▶ **Task objective**
Retype the line in which "Describe the element" appears, then every line after it until the records end. Leave out the pictures.

▶ **Data listing**
--------------------------------

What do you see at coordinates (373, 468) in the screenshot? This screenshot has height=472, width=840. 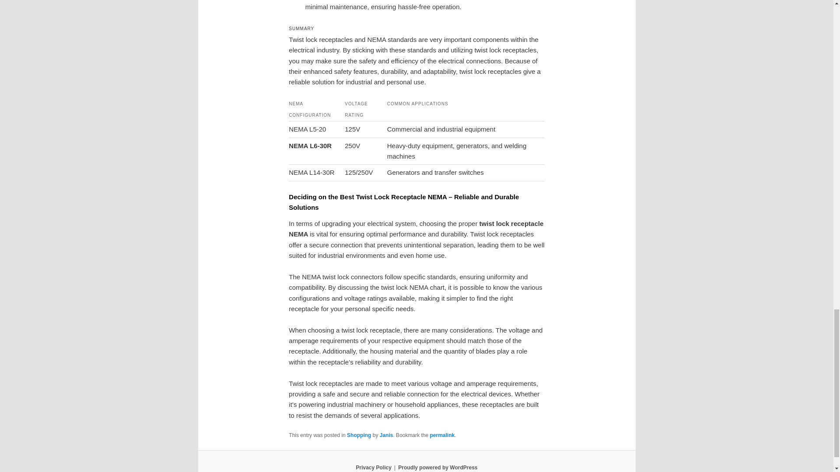 I see `Privacy Policy` at bounding box center [373, 468].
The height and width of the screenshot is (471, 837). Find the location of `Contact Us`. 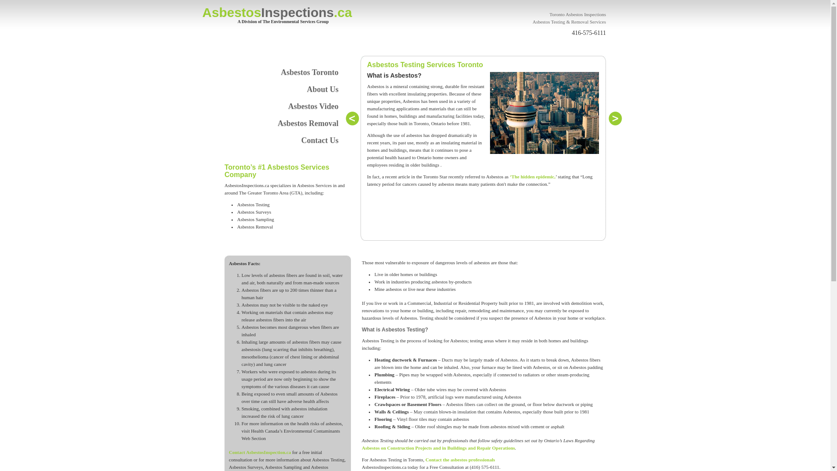

Contact Us is located at coordinates (284, 140).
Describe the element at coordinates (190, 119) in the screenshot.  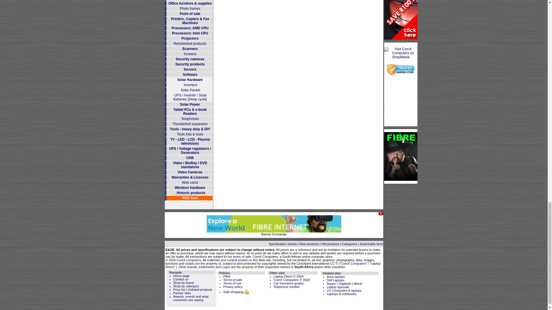
I see `Telephones` at that location.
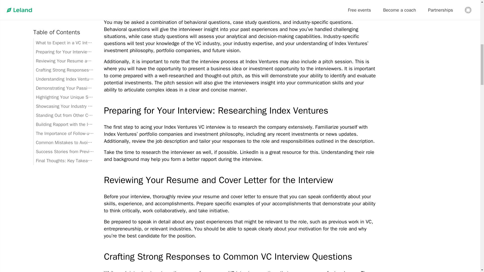  What do you see at coordinates (240, 111) in the screenshot?
I see `Preparing for Your Interview: Researching Index Ventures` at bounding box center [240, 111].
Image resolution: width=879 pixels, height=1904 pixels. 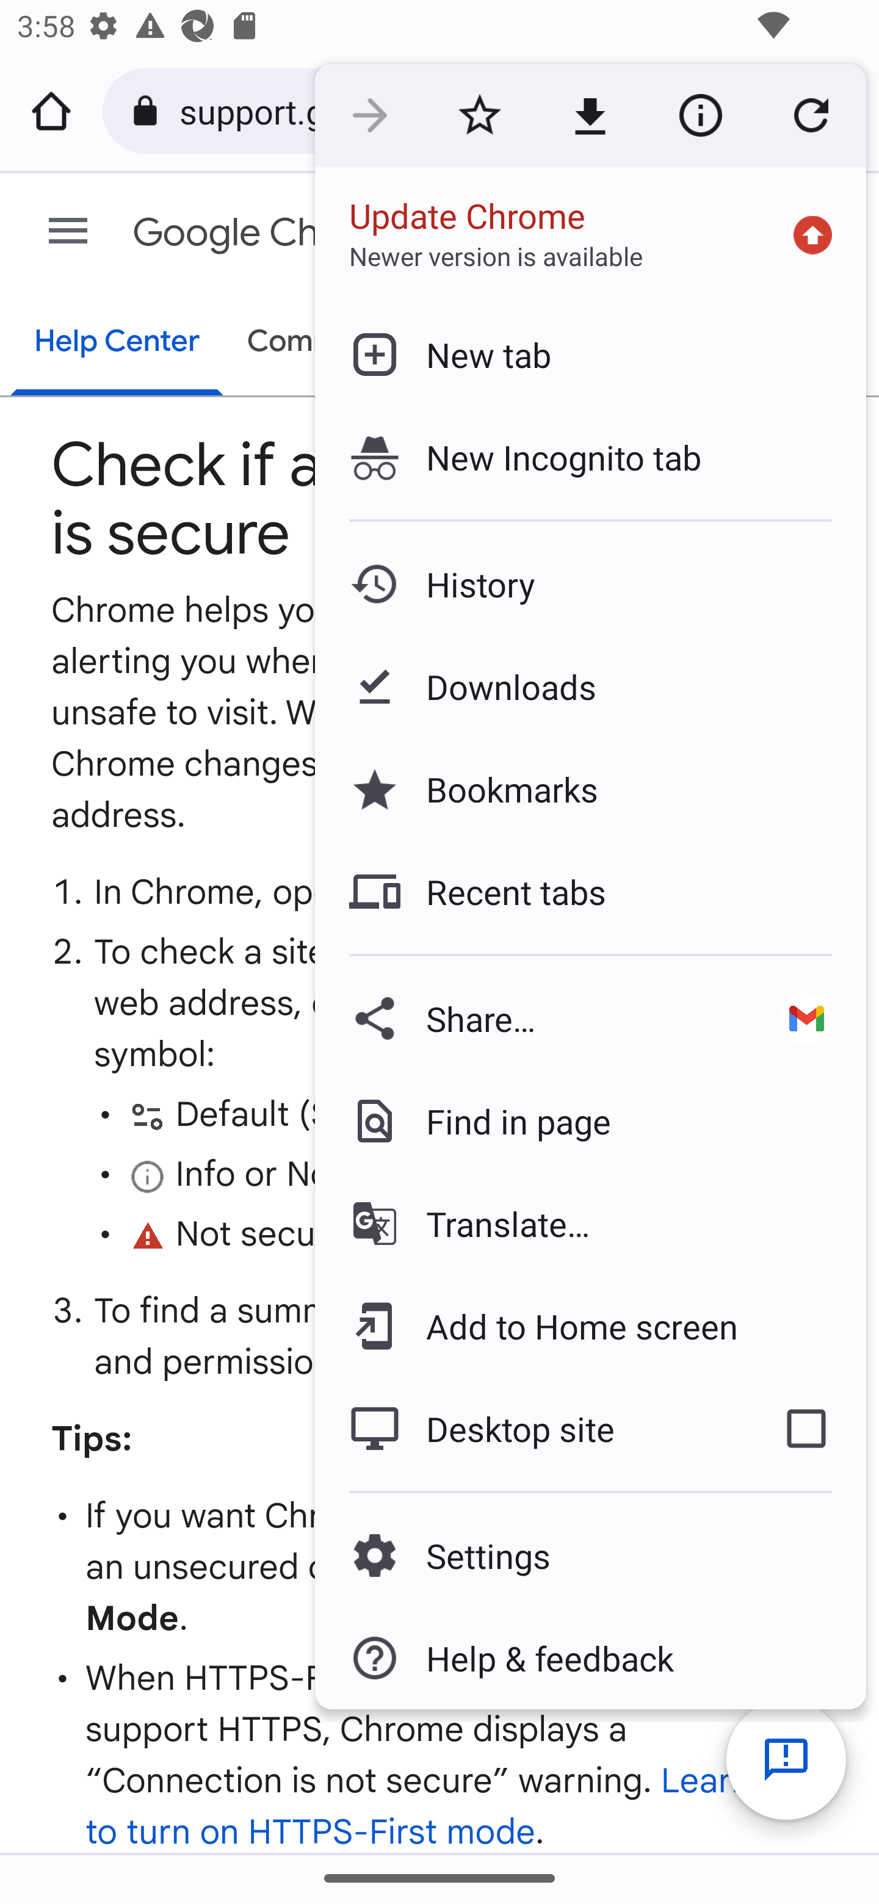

--------------------------------

▶ **Completed exercise**
Describe the element at coordinates (190, 119) in the screenshot.  
I see `Telephones` at that location.
  What do you see at coordinates (240, 111) in the screenshot?
I see `Preparing for Your Interview: Researching Index Ventures` at bounding box center [240, 111].
Image resolution: width=879 pixels, height=1904 pixels. 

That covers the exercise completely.